Try it: Slide playground

Medium Typography Playground

One idea per slide. Max 6 bullet lines. Never use web body size (14–16px) on slides.

Your Headline Here

Supporting text that explains the key message in one or two short lines.

Caption · March 2026

1920 × 1080 · Slide 16:9 · scaled to 50%
Adjust sizes

Validation

Needs adjustment

Title range

4472px

Body range

2436px

Viewing distance

Audience at 3–10 m from screen

Suggestions

  • !Hierarchy ratio (1.9×) is weak — title may not dominate.Increase title size or reduce body size for clearer visual separation.

Legible fonts

Arial, Calibri, Inter, Source Sans 3, Helvetica

Avoid: Thin/light weights, Decorative scripts, Low-contrast grays on photos

Use the Medium Typography Playground to validate title and body sizes against presentation standards, with squint test for back-row readability.

Production checklist

  • Title at 44pt minimum (54pt ideal)
  • Body/bullets at 24pt minimum (28pt ideal)
  • One typeface family throughout
  • No thin/light weights for projected text
  • Text over images has contrast scrim
  • Safe margins — no essential text within 5% of edges
  • Maximum 6 bullet lines per slide
  • Contrast verified at 4.5:1 minimum

Presentation typography is typography at distance.
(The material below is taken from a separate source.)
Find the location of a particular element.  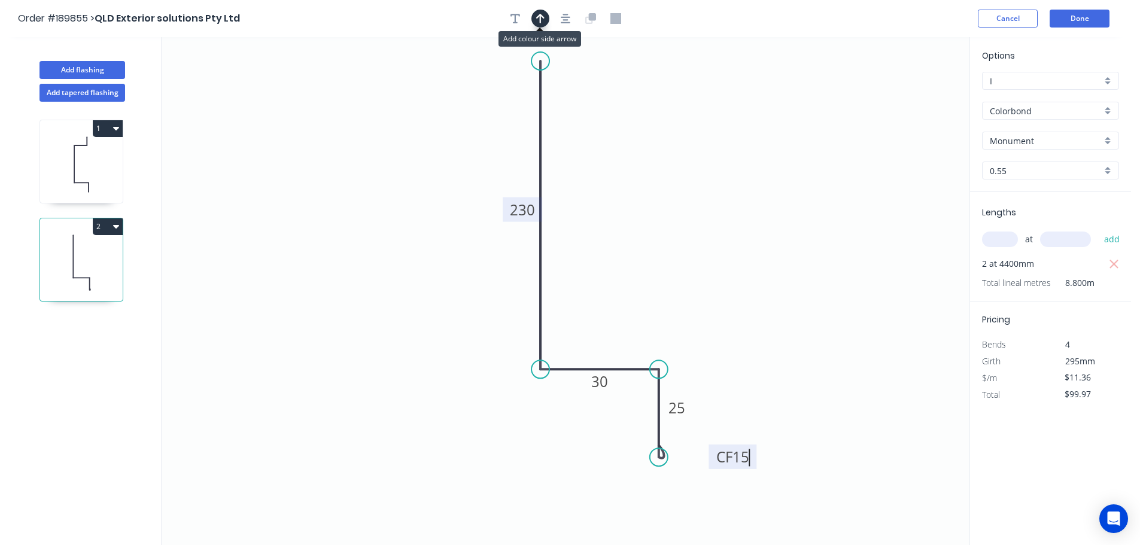

input: Colour is located at coordinates (1045, 141).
Size generously, simplify ruthlessly, and design for the person in the last row — if they can't read it, it isn't on the slide.
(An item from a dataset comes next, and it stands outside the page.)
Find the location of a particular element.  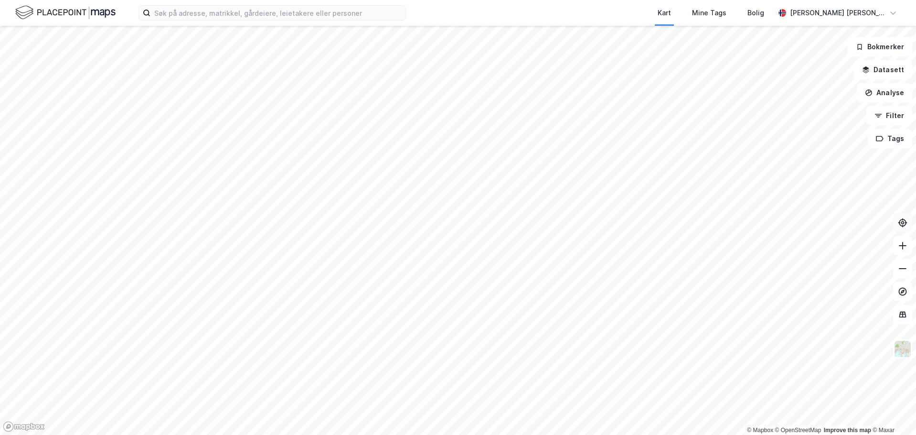

button: Filter is located at coordinates (889, 116).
Frequently asked questions

What font size should I use on presentation slides?
Use at least 44pt for titles and 24–28pt for body text and bullets. Web body sizes (14–16pt) are unreadable when projected to an audience 3–10 metres away.
What are the best fonts for PowerPoint and Keynote?
Arial, Helvetica, Calibri, Inter, and Source Sans 3 are reliable at projection distance. Avoid thin weights, scripts, and decorative faces that lose detail on projectors.
How should I place text over images on slides?
Add a semi-transparent dark or light scrim (40–60% opacity) beneath text. Never place body copy directly on busy photographs without a contrast overlay.